EBITDA (earnings before interest expenses, taxes, depreciation and amortization): Earnings before I tricked the dumb auditor.

EBIT (earnings before interest expenses and taxes): Earnings before irregularities and tampering.

EBITDA

Rick Ferri’s Triangle of Investor Costs

Rick Ferri has a new book coming out that I can’t wait to read. In the meantime, here’s something he put together illustrating the three costs that investors must control if they’re going to be successful…

Figure 1: The Investment Cost Triangle with Components

three costs

Some costs in Figure 1 are easy to identify and quantify while others are not. Structural costs are generally available because most fund fees and expenses are required to be disclosed by law. However, tax costs are more difficult in that they have to be extracted from tax return data. Behavioral costs are the most elusive and difficult to quantify because there’s very little data available. It also doesn’t help that human beings are overconfident and don’t want to be reminded of behavioral shortcomings.
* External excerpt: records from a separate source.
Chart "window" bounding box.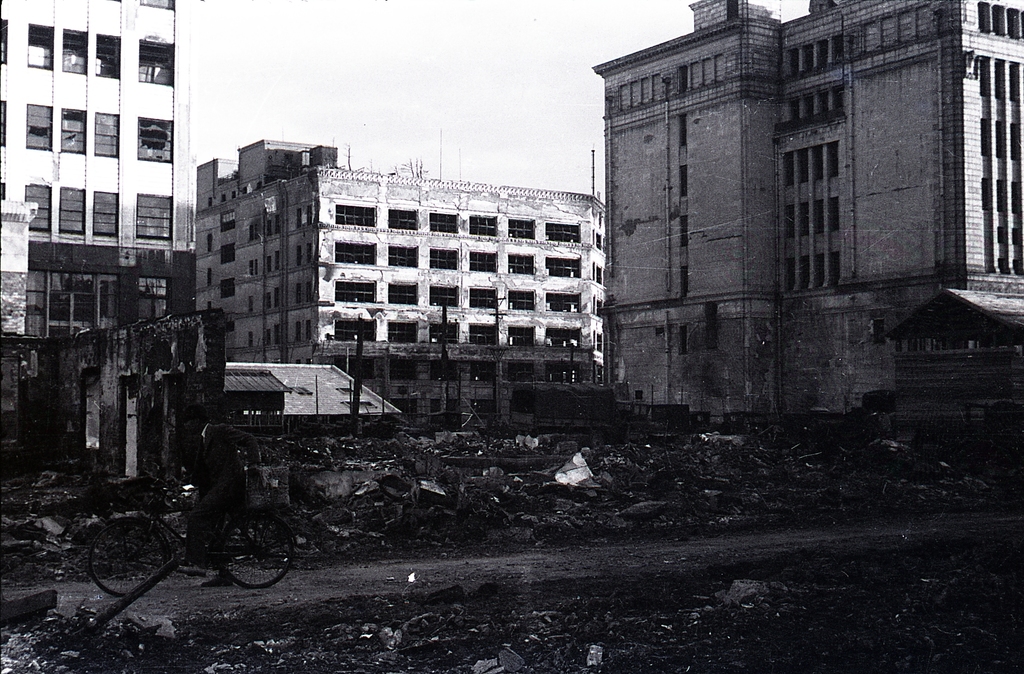
Charted: 545,220,582,242.
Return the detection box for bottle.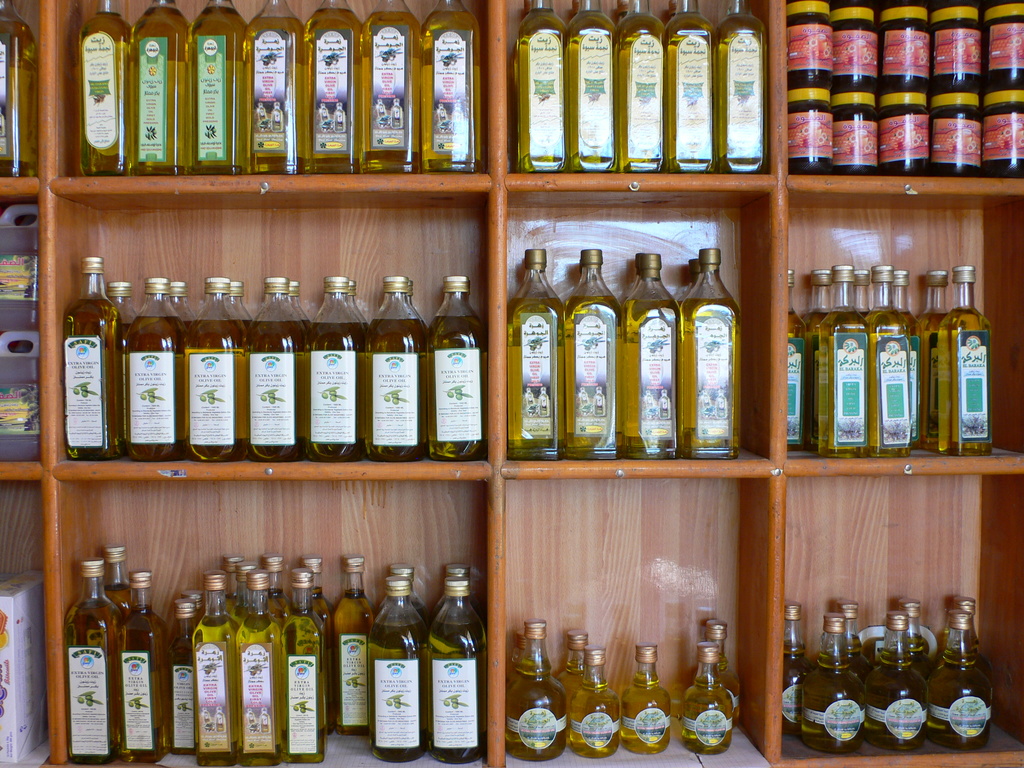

Read the rest, this is the important stuff – much more important than the latest macro opinions on Greece or Guernica.

Manipulation of ebitda

If dropping “ebitda” into cocktail party conversation makes you feel like a globetrotting financier, there is something you should know. It makes you sound like a MBA twit-clone with a Hermès tie and two brain cells. A fuzzy proxy for cash flow, ebitda (for the uninitiated, earnings before interest, tax, depreciation and amortisation) is the unit that investors and analysts reflexively use to talk about profit. (And what else do they talk about? Property?) It can mislead – but shouldn’t be abandoned.

The elegance of ebitda is that it comes straight off the income statement, and very high up on it where it should be purest. Coming ahead of interest expense, it is capital structure agnostic, and takes out recurring non-cash charges, too. But relying on the income statement alone ignores critical uses of cash that appear elsewhere – capital spending, changes in working capital, deferred revenue. Free cash flow captures these, but requires turning to another page of the financial report and is hard to forecast as it depends on the timing of payments. But in telecoms where capex is massive, in retail where inventories oscillate, or in software where revenue recognition is key, ebitda misses too much. (more…)

Advantages & Disadvantages of EBITDA

The Advantages of EBITDA

Although there is no silver bullet metric in financial statement analysis, nevertheless there are numerous benefits to using EBITDA. Here are a few:

  • Operational Comparability:  As implied above, EBITDA allows comparability across a wide swath of companies. Accounting standards provide leniency in the application of financial statements, therefore using EBITDA allows apples-to-apples comparisons and relieves accounting discrepancies on items such as depreciation, tax rates, and financing choice.
  • Cash Flow Proxy:Since the income statement traditionally is the financial statement of choice, EBITDA can be easily derived from this statement and provides a simple proxy for cash generation in the absence of other data.
  • Debt Coverage Ratios:In many lender contracts, certain debt provisions require specific levels of income cushion above the required interest expense payments. Evaluating EBITDA coverage ratios across companies assists analysts in determining which businesses are more likely to default on their debt obligations.

The Disadvantages of EBITDA (more…)

Buffett quote on EBITDA.-Really Great !

“We’ll (Berkshire Hathaway [BRK.A][BRK.B]) never buy a company when the managers talk about EBITDA. There are more frauds talking about EBITDA. That term has never appeared in the annual reports of companies like Walmart (WMT), General Electric (GE) or Microsoft(MSFT). The fraudsters are trying to con you or they’re trying to con themselves. Interest and taxes are real expenses. Depreciation is the worst kind of expense: You buy an asset first and then pay a deduction, and you don’t get the tax benefit until you start making money. We have found that many of the crooks look like crooks. They are usually people that tell you things that are too good to be true. They have a smell about them.”